Why Microgrids Are Smart
Posted by Big Gav in microgrids, smart grids
Cleantech.com has an article on the benefits of microgrids - Why Microgrids Are Smart.
A few weeks ago, intelligence agencies and IT security consultants became intimately familiar with something called Stuxnet. Stuxnet is a computer virus that monitors and can reprogram industrial systems such as SCADA, a common system used to manage the electrical grid. Like most computer viruses, the origins and purpose are a bit unclear, though many have speculated that the virus targeted Iran and the country’s suspected nuclear program.
What does any of this have to do with cleantech? A lot, in fact. First, it illustrates the fears many have had about the susceptibility of our power grid to cyber attacks. The Department of Energy has been increasingly aware of these dangers, recently awarding $30M to improve cyber security.
Second, and less obviously, it is another selling point for microgrids. Microgrids are localized mini-grids that have their own generation sources (often solar), can be paired with storage, and are connected to the larger (or “macro”) grid. Picture, for example, a mall with rooftop solar panels providing power to the retail shops when it’s needed, selling excess power back onto the grid when it’s not needed, and buying power from the grid if necessary to supplement the mall’s energy usage.
While touting the advantages of the microgrid is worthy of a blog post unto itself, let me briefly point out a few benefits here. Microgrids can dramatically reduce operating costs by cutting energy purchases from the grid to negligible levels. And – if the microgrid is equipped with “smart” interconnection equipment like inverters that can sell energy onto the grid when the price is high and use batteries to store it when the price is low – it can even generate income. Of course, it requires up-front capital to finance purchases of solar panels and the like, but payback periods can be as short as one year.

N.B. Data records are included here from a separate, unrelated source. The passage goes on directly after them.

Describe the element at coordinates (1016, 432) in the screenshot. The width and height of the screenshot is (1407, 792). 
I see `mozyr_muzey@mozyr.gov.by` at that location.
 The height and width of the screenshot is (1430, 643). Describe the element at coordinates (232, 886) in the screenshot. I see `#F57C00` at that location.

Other benefits include a reduced carbon footprint (assuming the generation source is renewable), diversification of energy sources, and improved power quality. But, in light of a world vulnerable to cyber attacks that wreck havoc on the grid, perhaps the most important benefit is improved security and reliability that comes from a microgrid’s ability to operate autonomously from the larger “macro” grid. If the larger grid is shut down by a cyber attack, a microgrid can continue operating undisrupted. And a cyber-terrorist’s ability to paralyze an entire economy via an attack on the grid is at least slightly reduced when that attack fails to reach those operating on their own autonomous grids.
Indeed, prominent thinkers in other fields have emphasized the security benefits of moving away from a centralized distribution system to an increasingly de-centralized and autonomous one. One excellent example of this push is Nassim Nicholas Taleb’s famous book The Black Swan: The Impact of the Highly Improbable. Taleb believes that unforeseen and highly improbable events are more difficult to predict than we commonly believe. So instead of just trying to predict and prevent them, we need to consider how to minimize the negative impact of such events when they occur. One way to minimize their impact is to build redundancies into a system. A microgrid that can operate autonomously from the larger grid is one way of building a more redundant and robust system. This is why the United States Department of Defense is a major proponent of microgrids, developing microgrids for military bases and improving its security of energy supplies and sources.